Full project description
In 2023, over 13,000 scientific papers were retracted. Paper mills now operate as industrial businesses, producing fake research with fabricated peer reviews at scale. One publisher, Hindawi, withdrew over 8,000 articles after its entire review process was compromised. Nature itself has retracted 32 papers since 2020. The system supposed to catch this is peer review. It runs on unpaid volunteers who are overloaded, often reviewing outside their expertise, with no economic incentive to be thorough. A careful reviewer and a rubber stamp earn the same thing: nothing. This subnet makes rigour profitable.
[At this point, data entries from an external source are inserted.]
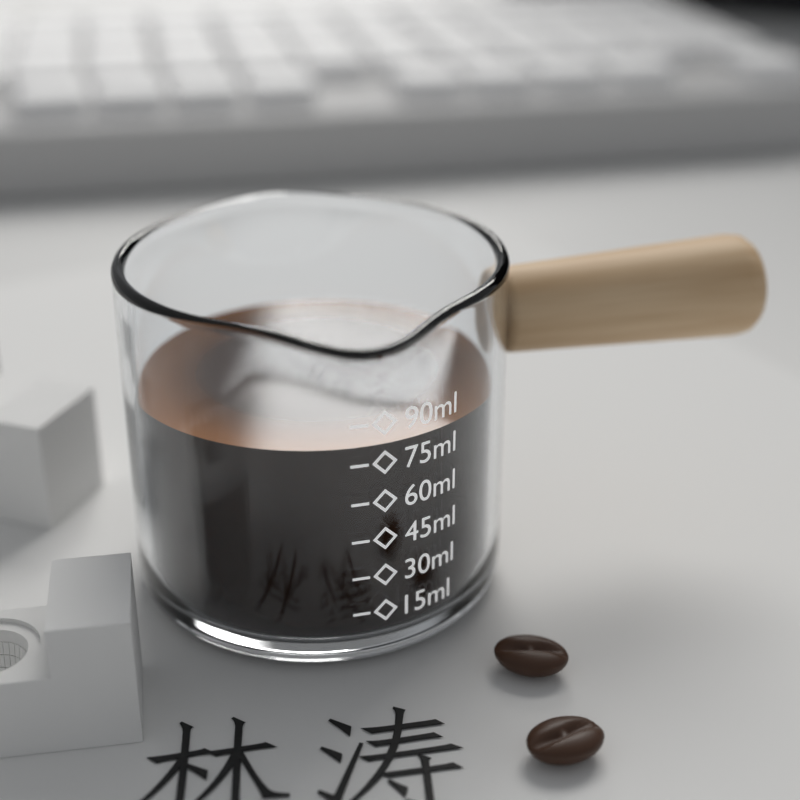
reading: 80 ml
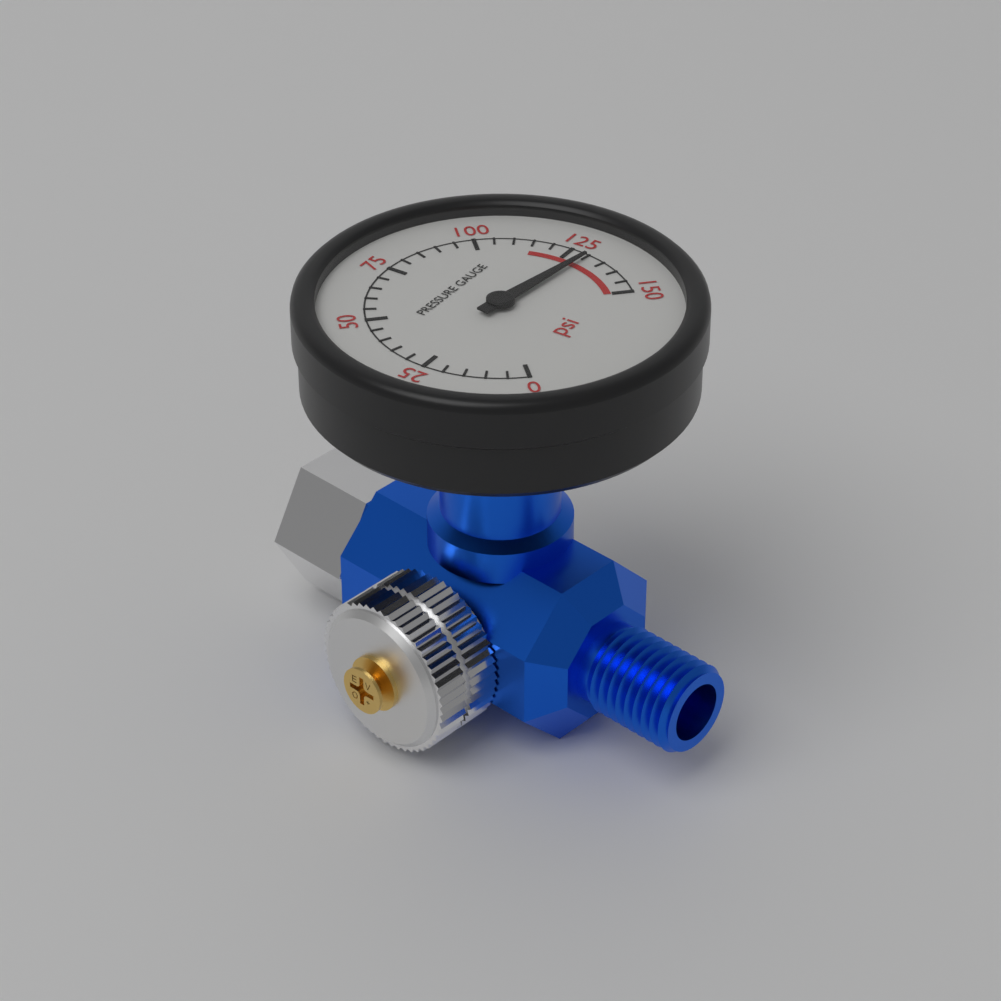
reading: 130 psi
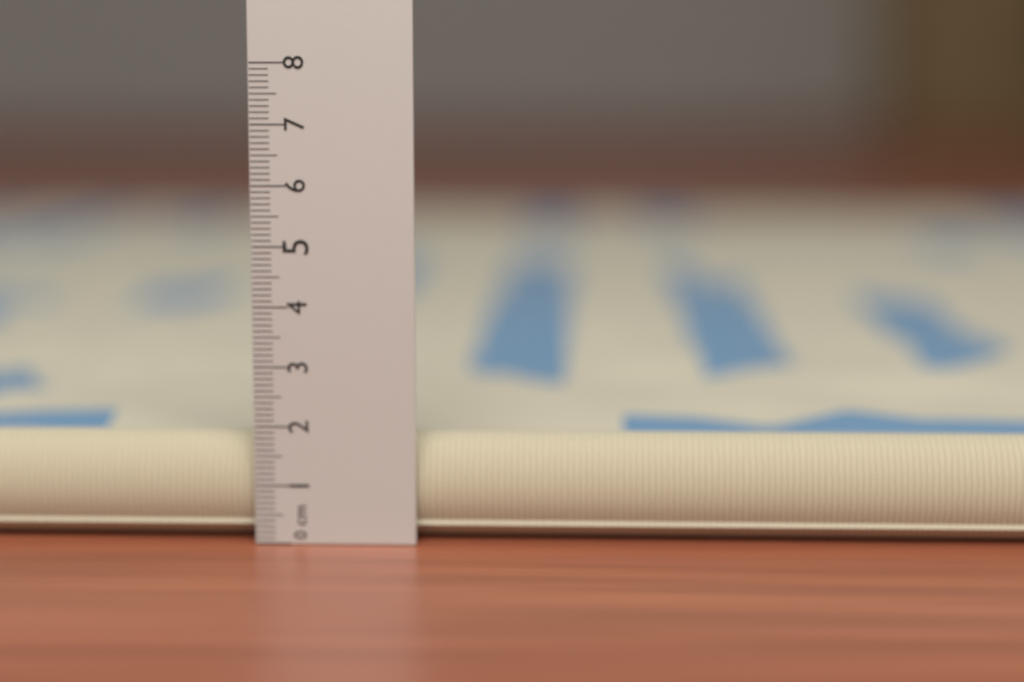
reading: 1.8 cm
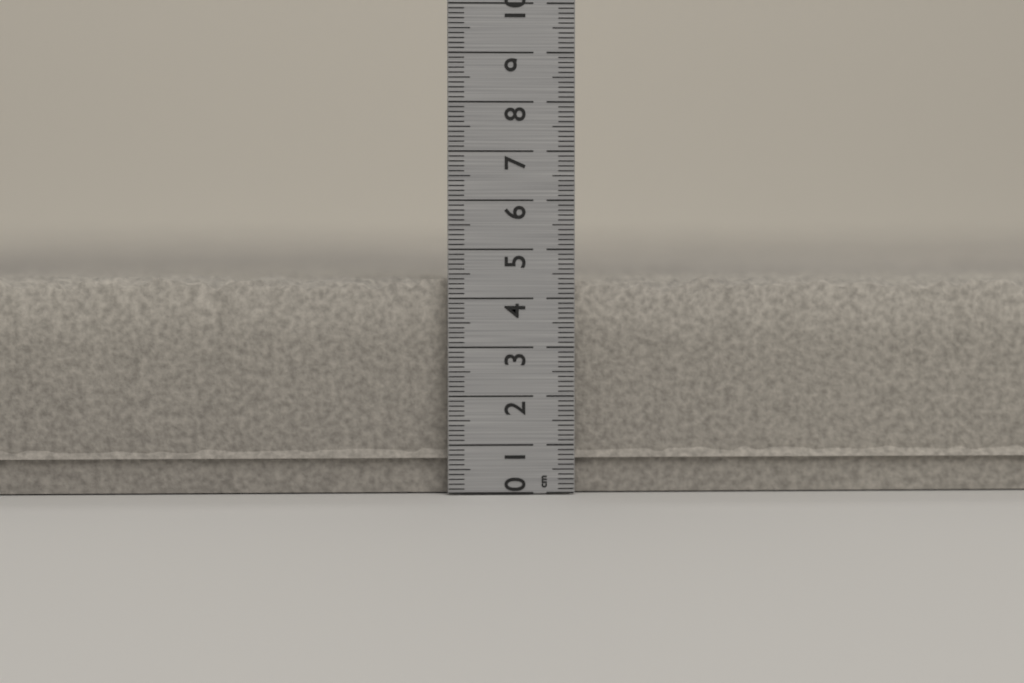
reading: 4.5 cm
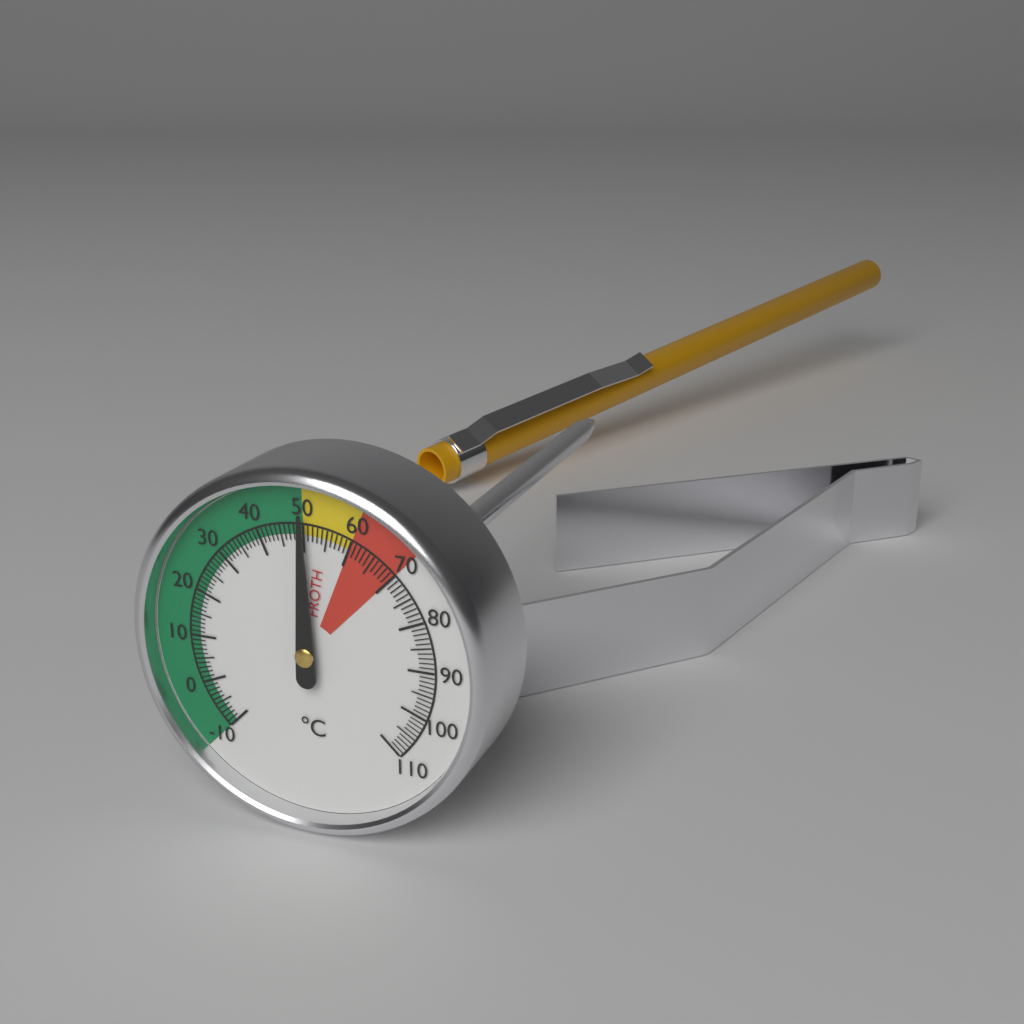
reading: 50 °C
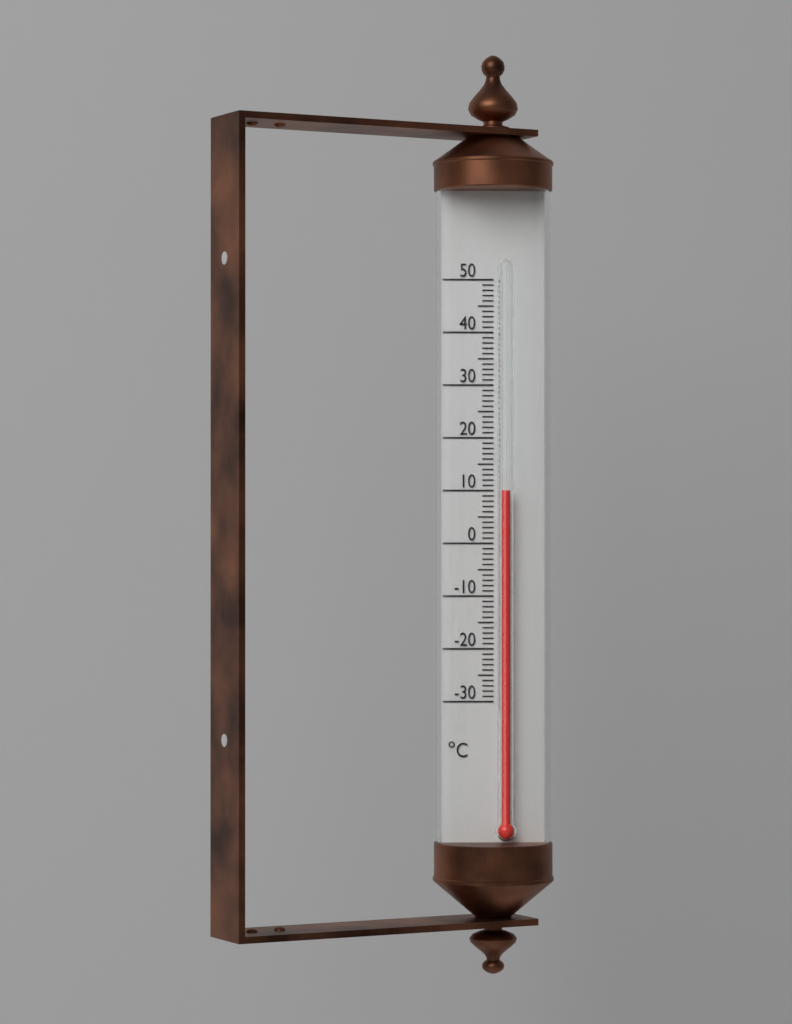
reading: 10 °C
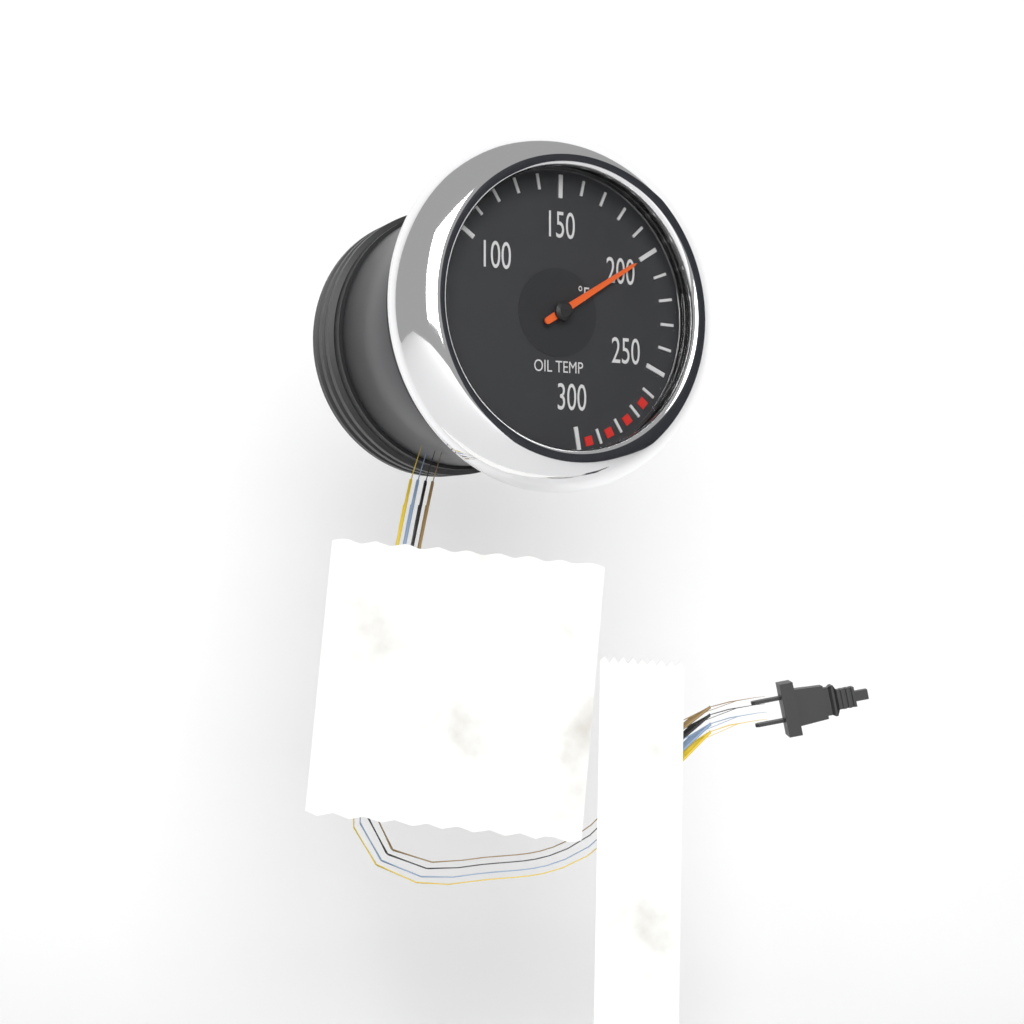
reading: 200 °F
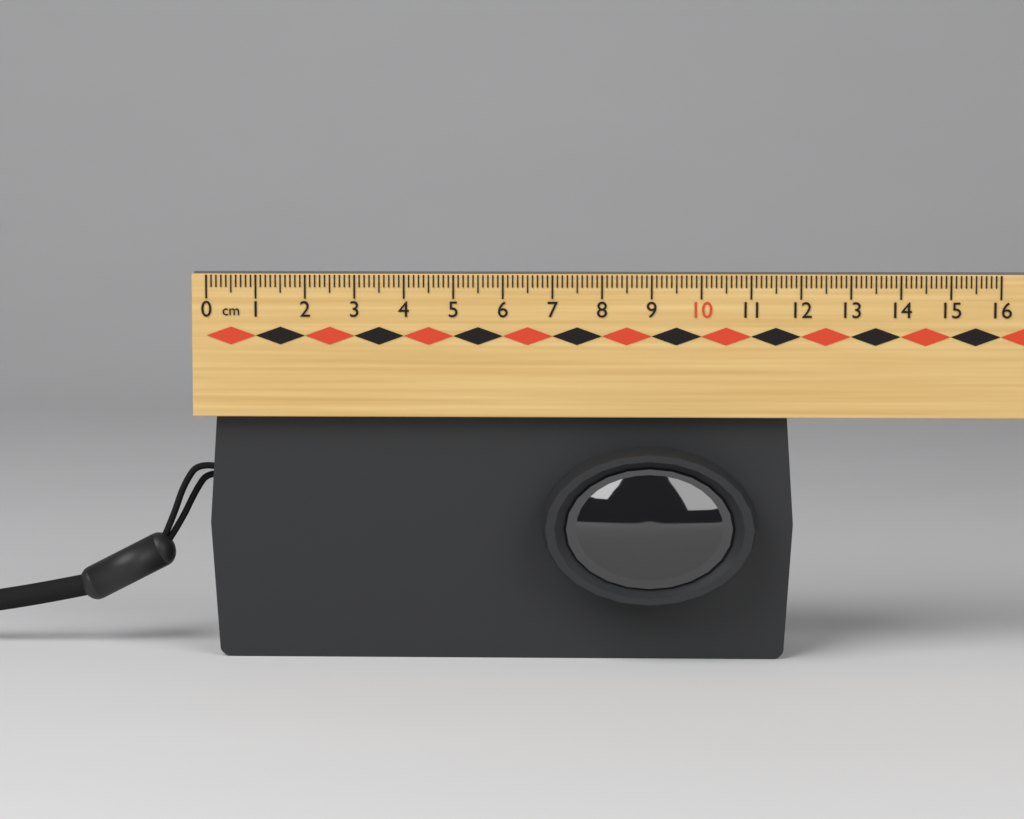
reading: 11.9 cm
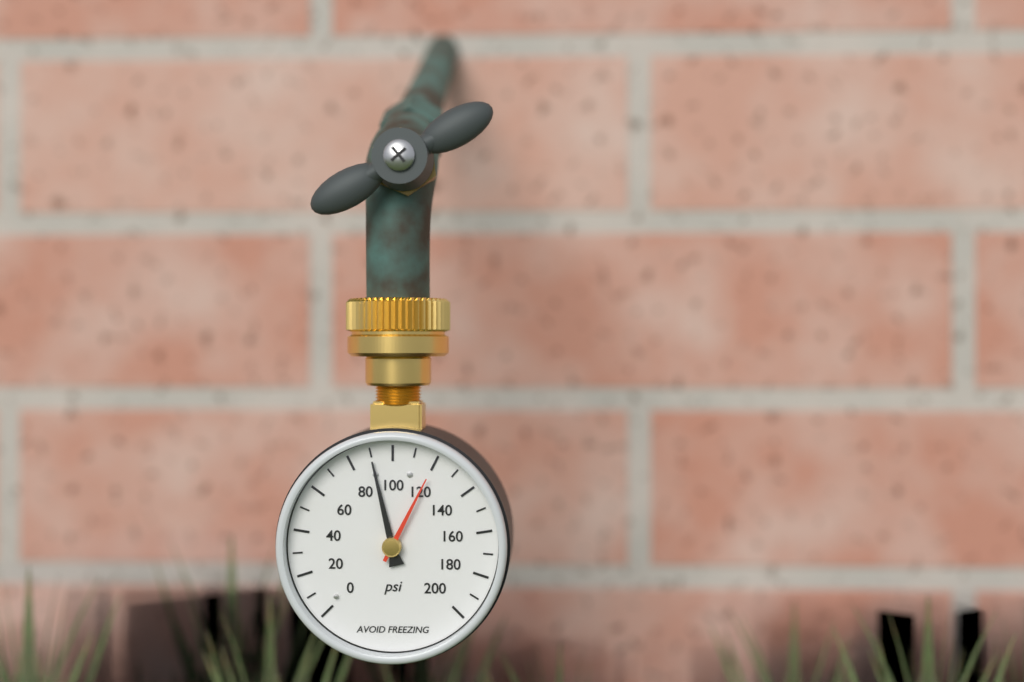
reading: 90 psi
Miners compete to review scientific manuscripts: methodology, statistical validity, citation accuracy, reproducibility, and detection of paper mill patterns. Multiple miners independently review the same paper. Errors one reviewer misses get caught by another. Validators score review quality by cross-referencing independent analyses and evaluating against benchmarks. Thorough reviews earn emissions. Shallow reviews earn nothing. The revenue model is immediate. Academic publishing is a $19 billion industry with 40% profit margins built on unpaid reviewer labour. Journals cannot solve their quality crisis because they will not pay for competing independent reviews of every paper. This subnet delivers exactly that via API: multiple quality-scored reviews in days, not months. Preprint servers, universities, and pharma companies all need this and have budget to pay for it. This does not replace domain experts. It creates a first line of defence catching statistical errors, methodology gaps, and paper mill signatures before publication. Human experts focus on questions requiring genuine expertise instead of basic quality checks. No publisher will build this because funding competing reviews of their own papers destroys their margin. A subnet makes it sustainable. Rigour becomes profitable.
Why it works on Bittensor
**Why Bittensor (max 800 chars):** Publishers earn $19 billion annually with 40% margins built on unpaid reviewers. They will never fund competing reviews of their own papers because it destroys the model that makes them rich. Bittensor's incentive mechanism changes this. Miners compete to be the most rigorous. Catch errors others miss, earn more. Rubber-stamp, earn nothing. Multiple independent reviews surface problems no single reviewer could. Permanent pressure toward rigour, not because a publisher invests in quality, but because emissions reward it and penalise laziness. Journals, universities, and pharma will pay via API. Bittensor makes the economics work.